Required BitStore Methods

The base gf2::BitStore class provides all bit-span functionality. That class requires us to provide the following methods:

Method Name Description
gf2::BitSpan::size Returns the number of bit elements in the span.
gf2::BitSpan::words Returns the minimum number of Words needed to store those elements.
gf2::BitSpan::word Returns the "word" for the passed index.
gf2::BitSpan::set_word Sets the "word" at the passed index to the passed value.
gf2::BitSpan::data const Returns a const pointer to the beginning of the underlying store.
gf2::BitSpan::data Returns a non-const pointer to the beginning of the underlying store.
gf2::BitSpan::offset The bit-span begins at this bit-offset inside its first word.

These methods were trivial to implement for bit arrays and vectors but require some thought for bit spans.

The key thing to understand is that the base gf2::BitStore class operates as if the span is a contiguous array of bits starting at bit-index 0.

Of course, the actual bits in the span may start part-way through a word in the underlying store, so we have to adjust for that in our implementation.

For a bit-span, the return value from the gf2::BitSpan::word(i) method will often be synthesised from two contiguous "real" words w[j] and w[j+1] for some j:

word[i] will use some high-order bits from w[j] and low-order bits from w[j+1] as shown in the following example:

A bit-span with 20 elements, where the `X` is always zero

The BitSpan class behaves as if bits from the real underlying store were copied and shuffled down so that element zero is bit 0 of word 0 in the bit-span. However, it never actually copies anything; instead, it synthesises "words" as needed.

The same principle applies to the gf2::BitSpan::set_word(i, value) method. In the case of a bit-span, calls to set_word(i, value) will generally copy low-order bits from value into the high-order bits of some real underlying word w[j] and copy the rest of the high-order bits from value into the low-order bits of w[j+1].

The other bits in w[j] and w[j+1] will not be touched.

Warning
While the gf2::BitSpan::data method provides write access to the underlying words, this is primarily for internal use.
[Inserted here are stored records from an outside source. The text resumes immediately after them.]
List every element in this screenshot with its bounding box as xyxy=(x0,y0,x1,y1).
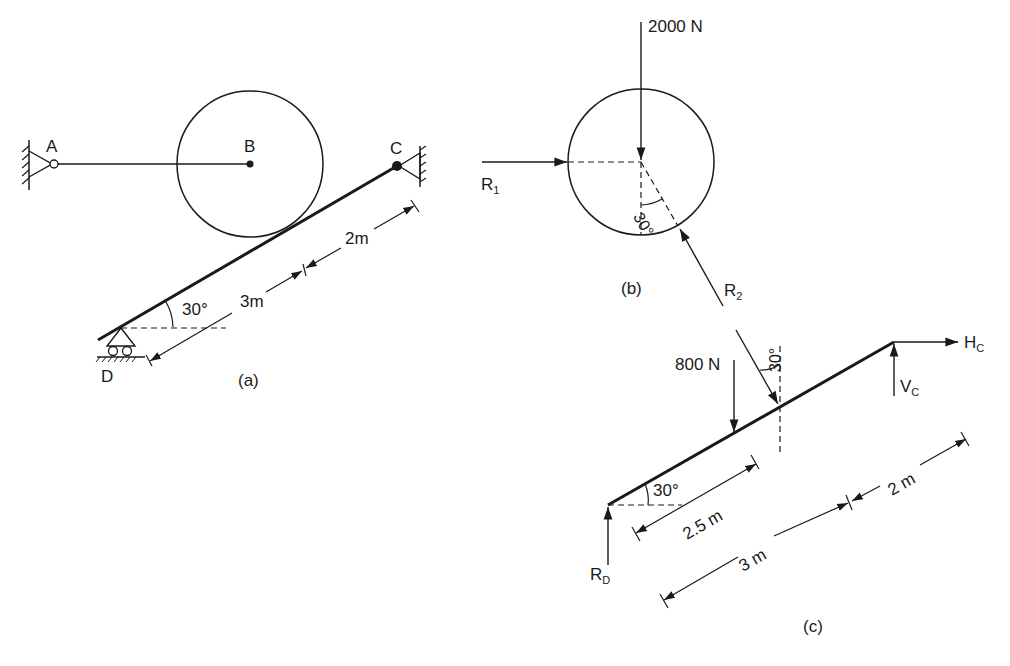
angle-label-a: 30° xyxy=(182,301,208,318)
dim-label-3m: 3m xyxy=(240,293,264,310)
dim-label-2m: 2m xyxy=(345,230,369,247)
caption-b: (b) xyxy=(621,280,642,297)
roller-support-d-icon xyxy=(96,328,145,362)
reaction-r2-arrow xyxy=(680,229,723,306)
load-label-800n: 800 N xyxy=(675,356,720,373)
point-label-a: A xyxy=(46,138,57,155)
reaction-label-r1: R1 xyxy=(481,176,499,196)
caption-a: (a) xyxy=(238,372,259,389)
reaction-label-vc: VC xyxy=(900,378,919,398)
reaction-label-hc: HC xyxy=(964,334,984,354)
panel-c xyxy=(608,330,969,608)
diagram-canvas xyxy=(0,0,1010,666)
angle-label-incline: 30° xyxy=(653,482,679,499)
reaction-label-rd: RD xyxy=(590,566,610,586)
panel-b xyxy=(482,22,723,306)
load-label-2000n: 2000 N xyxy=(648,18,703,35)
point-label-b: B xyxy=(244,138,255,155)
beam-dc xyxy=(98,166,397,340)
point-label-d: D xyxy=(101,368,113,385)
reaction-label-r2: R2 xyxy=(724,282,742,302)
caption-c: (c) xyxy=(803,618,823,635)
beam-fbd xyxy=(608,342,894,505)
angle-label-force: 30° xyxy=(768,348,784,372)
point-label-c: C xyxy=(390,140,402,157)
pin-support-c-icon xyxy=(399,146,426,187)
If you do use the pointer, you must ensure that any bits outside the span's range remain unaltered. The set_word method takes care of this for you, so prefer using that method when possible.

Construction

You don't usually construct BitSpan objects directly. Instead, you typically obtain them from existing gf2::BitStore objects using their span member functions:

  • gf2::BitStore::span(begin, end) const creates a bit-span as a read-only view of the bits in the half open range [begin, end).
  • gf2::BitStore::span(begin, end) creates a bit-span as a read-write view of the bits in the half open range [begin, end).
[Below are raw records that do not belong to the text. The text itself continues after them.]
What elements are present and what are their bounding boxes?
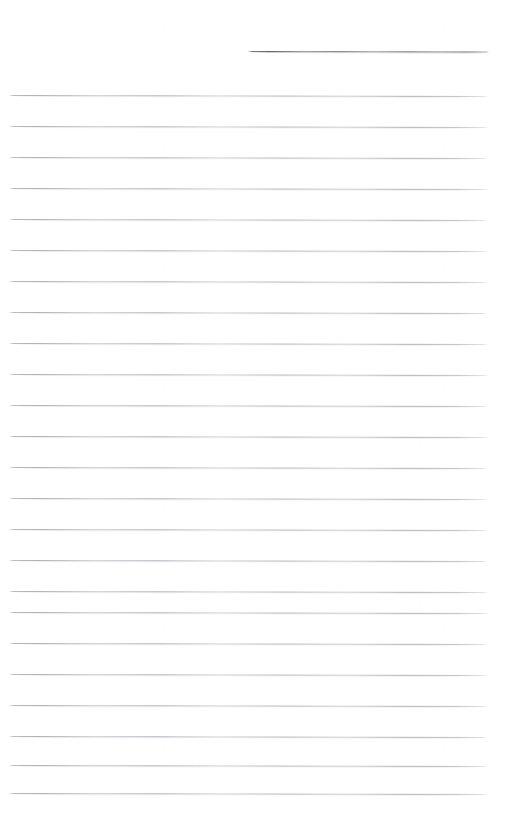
header-line — [248, 51, 489, 52]
ruled-line — [9, 188, 488, 190]
ruled-line — [9, 281, 488, 283]
ruled-line — [9, 498, 488, 500]
ruled-line — [9, 95, 488, 97]
ruled-line — [9, 250, 488, 252]
scanned-page — [0, 0, 510, 830]
ruled-line — [9, 674, 488, 676]
ruled-line — [9, 436, 488, 438]
ruled-line — [9, 219, 488, 221]
ruled-line — [9, 560, 488, 562]
ruled-line — [9, 643, 488, 645]
ruled-line — [9, 343, 488, 345]
ruled-line — [9, 793, 488, 795]
ruled-line — [9, 765, 488, 767]
ruled-line — [9, 157, 488, 159]
ruled-line — [9, 529, 488, 531]
ruled-line — [9, 405, 488, 407]
ruled-line — [9, 612, 488, 614]
ruled-line — [9, 126, 488, 128]
ruled-line — [9, 591, 488, 593]
ruled-line — [9, 312, 488, 314]
ruled-line — [9, 736, 488, 738]
ruled-line — [9, 467, 488, 469]
ruled-line — [9, 705, 488, 707]
ruled-line — [9, 374, 488, 376]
Spans can start in the middle of a machine word and can end part-way through another word; the class synthesises whole-word reads/writes for you.

Empty spans are not allowed.

Example

auto v = gf2::BitVec<u8>::from_string("1111'1111'1111").value();
v.span(2, 6).flip_all();
assert_eq(v.to_string(), "110000111111");
static std::optional< BitVec > from_string(std::string_view sv)
Factory method to construct a bit-vector from a string s, returning std::nullopt on failure.
Definition BitVec.h:402

Inherited Methods

A gf2::BitSpan has all the methods of a gf2::BitStore available to it.

Lifetimes

Because a gf2::BitSpan keeps a pointer back to the underlying gf2::BitStore, that store must outlive the span.

In the Rust version of the library, this is enforced using lifetime parameters. In C++, this is just a convention the user must follow.

We could use smart pointers to enforce this at runtime, but that would add overhead and complexity to the concrete gf2::BitStore types.

See Also

  • gf2::BitSpan for detailed documentation of all class methods.
  • BitStore for the common API shared by all bit-stores.
  • BitSet for fixed-size vectors of bits.
  • BitVec for dynamically-sized vectors of bits.
  • BitMat for matrices of bits.
  • BitPoly for polynomials over GF(2).